The rise and rise of Andrew Forrest’s wealth is nothing short of extraordinary. After cracking the magical $10 billion mark on Monday, the value of Twiggy’s 102.3 million Fortescue Metals shares stacked on $706 million to $10.83 billion yesterday when the stock rocketed 69c or 7% to $10.59.
BRW has already gone into print for the embargoed copies of the 2008 Rich List which are being circulated today, but this is how the magazine charted Twiggy’s rise over the past four years:
- 2005: $340 million
- 2006: $810m and 29th
- 2007: $3.89 billion and 5th
- 2008: to come
While it is great that one colourful bloke has snaffled an $11 billion fortune by opening up the Pilbara, the most extraordinary aspect of Fortescue’s rise has been the way Australian institutions continue to shun the stock.
With production and shipments now underway, Fortescue has surged into the top 10 this week with a market capitalisation of almost $30 billion. It is bigger than Wesfarmers and QBE Insurance and almost twice as valuable as Macquarie Group.
The $5 billion Australian Foundation Investment Company is the nation’s biggest listed investment fund. It is chaired by JB Were stockbroking doyen Bruce Teele and has BHP-Billiton chairman Don Argus on its board.
I gave the board this spray spray at last year’s AFIC AGM for failing to back Fortescue when the stock was still below $5. It has doubled since then and still they won’t touch it. Clearly Don Argus doesn’t believe BHP’s rhetoric on longer for stronger based on AFIC’s investment decisions.
The Herald Sun reported today that Twiggy has become “Australia’s first $10 billion man”. Um, not really, Rupert Murdoch’s Australian-registered stake in the then Australian-based News Corporation topped $15 billion at the height of the dotcom bubble.
Whilst Twiggy’s personal wealth is incredible, there are three other substantial shareholders, all foreign, who are also making out like bandits.
This is what New York-based Leucadia National Corporation said about Fortescue in its latest quarterly result:
Non-current available for sale investments include 277,986,000 common shares of Fortescue
Metals Group representing approximately 9.9% of the outstanding Fortescue common stock. The Fortescue shares have a cost of $US246,300,000 and market value of $US1,824 billion at December 31, 2007.
These guys paid US88c a share and based on yesterday’s close the stake is now worth $US2.82 billion and the profit comes in at $US2.57 billion.
Perpetual is Australia’s biggest independent equity fund manager, which used to claim it was the world’s most profitable. Alas, the stock has almost halved over the past year and we got another profit warning yesterday that reduced its market capitalisation to $2.1 billion.
If Perpetual rather than Leucadia had backed Fortescue, Perpetual shares would be back up near $100 because funds management is a winner take all industry.
Check out the expanding Mayne Report Rich List.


- [Task to carry out]: Write out all records as given; omit images.

- [Data for this exercise]:
□ □ □ □ □ □ □

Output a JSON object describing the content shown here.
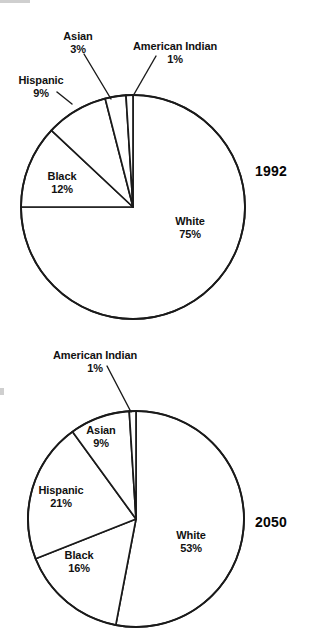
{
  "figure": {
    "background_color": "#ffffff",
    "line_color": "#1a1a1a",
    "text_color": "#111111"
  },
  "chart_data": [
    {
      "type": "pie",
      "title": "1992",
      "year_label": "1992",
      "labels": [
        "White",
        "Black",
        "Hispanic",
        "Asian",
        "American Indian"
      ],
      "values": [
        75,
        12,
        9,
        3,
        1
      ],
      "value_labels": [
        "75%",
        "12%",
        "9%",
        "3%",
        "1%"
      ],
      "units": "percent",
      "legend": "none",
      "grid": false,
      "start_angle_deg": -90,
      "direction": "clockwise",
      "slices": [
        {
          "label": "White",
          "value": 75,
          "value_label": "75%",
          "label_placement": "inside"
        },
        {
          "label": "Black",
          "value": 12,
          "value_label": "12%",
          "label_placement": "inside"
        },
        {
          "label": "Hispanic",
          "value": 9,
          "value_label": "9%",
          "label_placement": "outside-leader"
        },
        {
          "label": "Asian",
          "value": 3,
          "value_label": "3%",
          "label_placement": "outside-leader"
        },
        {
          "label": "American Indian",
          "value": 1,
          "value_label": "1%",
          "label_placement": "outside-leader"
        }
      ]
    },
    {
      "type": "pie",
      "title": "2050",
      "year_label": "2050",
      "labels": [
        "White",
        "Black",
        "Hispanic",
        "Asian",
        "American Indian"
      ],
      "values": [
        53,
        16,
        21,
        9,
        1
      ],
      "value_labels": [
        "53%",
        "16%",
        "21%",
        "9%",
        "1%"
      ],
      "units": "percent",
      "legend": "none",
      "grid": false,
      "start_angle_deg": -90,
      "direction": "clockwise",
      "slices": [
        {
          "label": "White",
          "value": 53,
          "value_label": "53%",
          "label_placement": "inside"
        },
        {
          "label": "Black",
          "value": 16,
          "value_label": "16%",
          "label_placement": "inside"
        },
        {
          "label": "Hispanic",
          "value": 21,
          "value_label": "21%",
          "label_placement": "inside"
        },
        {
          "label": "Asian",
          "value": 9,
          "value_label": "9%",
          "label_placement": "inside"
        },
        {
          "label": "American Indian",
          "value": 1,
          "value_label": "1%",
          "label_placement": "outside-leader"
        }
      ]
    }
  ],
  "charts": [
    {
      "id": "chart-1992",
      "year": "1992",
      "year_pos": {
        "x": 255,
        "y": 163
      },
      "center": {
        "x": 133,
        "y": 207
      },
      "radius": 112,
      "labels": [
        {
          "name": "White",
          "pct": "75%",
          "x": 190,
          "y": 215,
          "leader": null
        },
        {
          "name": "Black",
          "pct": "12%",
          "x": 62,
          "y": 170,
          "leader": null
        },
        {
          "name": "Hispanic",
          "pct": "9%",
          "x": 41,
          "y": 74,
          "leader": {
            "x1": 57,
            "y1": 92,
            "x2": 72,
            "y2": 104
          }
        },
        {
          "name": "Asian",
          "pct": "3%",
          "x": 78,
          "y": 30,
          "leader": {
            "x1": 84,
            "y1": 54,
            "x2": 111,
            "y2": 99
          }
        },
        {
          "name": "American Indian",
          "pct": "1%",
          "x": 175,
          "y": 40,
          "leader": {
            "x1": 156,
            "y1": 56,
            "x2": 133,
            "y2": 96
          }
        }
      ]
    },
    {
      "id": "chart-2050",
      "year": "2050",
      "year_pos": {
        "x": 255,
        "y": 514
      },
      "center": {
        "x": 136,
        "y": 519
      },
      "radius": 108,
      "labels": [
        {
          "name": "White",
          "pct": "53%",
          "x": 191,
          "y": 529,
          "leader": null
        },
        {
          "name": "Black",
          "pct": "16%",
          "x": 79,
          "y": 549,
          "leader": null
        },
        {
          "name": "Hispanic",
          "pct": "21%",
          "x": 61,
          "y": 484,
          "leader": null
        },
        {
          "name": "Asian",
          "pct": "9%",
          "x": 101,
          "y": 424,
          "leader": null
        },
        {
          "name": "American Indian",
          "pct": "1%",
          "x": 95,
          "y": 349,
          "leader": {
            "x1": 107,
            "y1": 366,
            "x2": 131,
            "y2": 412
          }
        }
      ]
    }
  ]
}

□ □ □ □ □ □ □

- [Task response]:
Output a JSON object describing the content shown here.
{
  "figure": {
    "background_color": "#ffffff",
    "line_color": "#1a1a1a",
    "text_color": "#111111"
  },
  "chart_data": [
    {
      "type": "pie",
      "title": "1992",
      "year_label": "1992",
      "labels": [
        "White",
        "Black",
        "Hispanic",
        "Asian",
        "American Indian"
      ],
      "values": [
        75,
        12,
        9,
        3,
        1
      ],
      "value_labels": [
        "75%",
        "12%",
        "9%",
        "3%",
        "1%"
      ],
      "units": "percent",
      "legend": "none",
      "grid": false,
      "start_angle_deg": -90,
      "direction": "clockwise",
      "slices": [
        {
          "label": "White",
          "value": 75,
          "value_label": "75%",
          "label_placement": "inside"
        },
        {
          "label": "Black",
          "value": 12,
          "value_label": "12%",
          "label_placement": "inside"
        },
        {
          "label": "Hispanic",
          "value": 9,
          "value_label": "9%",
          "label_placement": "outside-leader"
        },
        {
          "label": "Asian",
          "value": 3,
          "value_label": "3%",
          "label_placement": "outside-leader"
        },
        {
          "label": "American Indian",
          "value": 1,
          "value_label": "1%",
          "label_placement": "outside-leader"
        }
      ]
    },
    {
      "type": "pie",
      "title": "2050",
      "year_label": "2050",
      "labels": [
        "White",
        "Black",
        "Hispanic",
        "Asian",
        "American Indian"
      ],
      "values": [
        53,
        16,
        21,
        9,
        1
      ],
      "value_labels": [
        "53%",
        "16%",
        "21%",
        "9%",
        "1%"
      ],
      "units": "percent",
      "legend": "none",
      "grid": false,
      "start_angle_deg": -90,
      "direction": "clockwise",
      "slices": [
        {
          "label": "White",
          "value": 53,
          "value_label": "53%",
          "label_placement": "inside"
        },
        {
          "label": "Black",
          "value": 16,
          "value_label": "16%",
          "label_placement": "inside"
        },
        {
          "label": "Hispanic",
          "value": 21,
          "value_label": "21%",
          "label_placement": "inside"
        },
        {
          "label": "Asian",
          "value": 9,
          "value_label": "9%",
          "label_placement": "inside"
        },
        {
          "label": "American Indian",
          "value": 1,
          "value_label": "1%",
          "label_placement": "outside-leader"
        }
      ]
    }
  ],
  "charts": [
    {
      "id": "chart-1992",
      "year": "1992",
      "year_pos": {
        "x": 255,
        "y": 163
      },
      "center": {
        "x": 133,
        "y": 207
      },
      "radius": 112,
      "labels": [
        {
          "name": "White",
          "pct": "75%",
          "x": 190,
          "y": 215,
          "leader": null
        },
        {
          "name": "Black",
          "pct": "12%",
          "x": 62,
          "y": 170,
          "leader": null
        },
        {
          "name": "Hispanic",
          "pct": "9%",
          "x": 41,
          "y": 74,
          "leader": {
            "x1": 57,
            "y1": 92,
            "x2": 72,
            "y2": 104
          }
        },
        {
          "name": "Asian",
          "pct": "3%",
          "x": 78,
          "y": 30,
          "leader": {
            "x1": 84,
            "y1": 54,
            "x2": 111,
            "y2": 99
          }
        },
        {
          "name": "American Indian",
          "pct": "1%",
          "x": 175,
          "y": 40,
          "leader": {
            "x1": 156,
            "y1": 56,
            "x2": 133,
            "y2": 96
          }
        }
      ]
    },
    {
      "id": "chart-2050",
      "year": "2050",
      "year_pos": {
        "x": 255,
        "y": 514
      },
      "center": {
        "x": 136,
        "y": 519
      },
      "radius": 108,
      "labels": [
        {
          "name": "White",
          "pct": "53%",
          "x": 191,
          "y": 529,
          "leader": null
        },
        {
          "name": "Black",
          "pct": "16%",
          "x": 79,
          "y": 549,
          "leader": null
        },
        {
          "name": "Hispanic",
          "pct": "21%",
          "x": 61,
          "y": 484,
          "leader": null
        },
        {
          "name": "Asian",
          "pct": "9%",
          "x": 101,
          "y": 424,
          "leader": null
        },
        {
          "name": "American Indian",
          "pct": "1%",
          "x": 95,
          "y": 349,
          "leader": {
            "x1": 107,
            "y1": 366,
            "x2": 131,
            "y2": 412
          }
        }
      ]
    }
  ]
}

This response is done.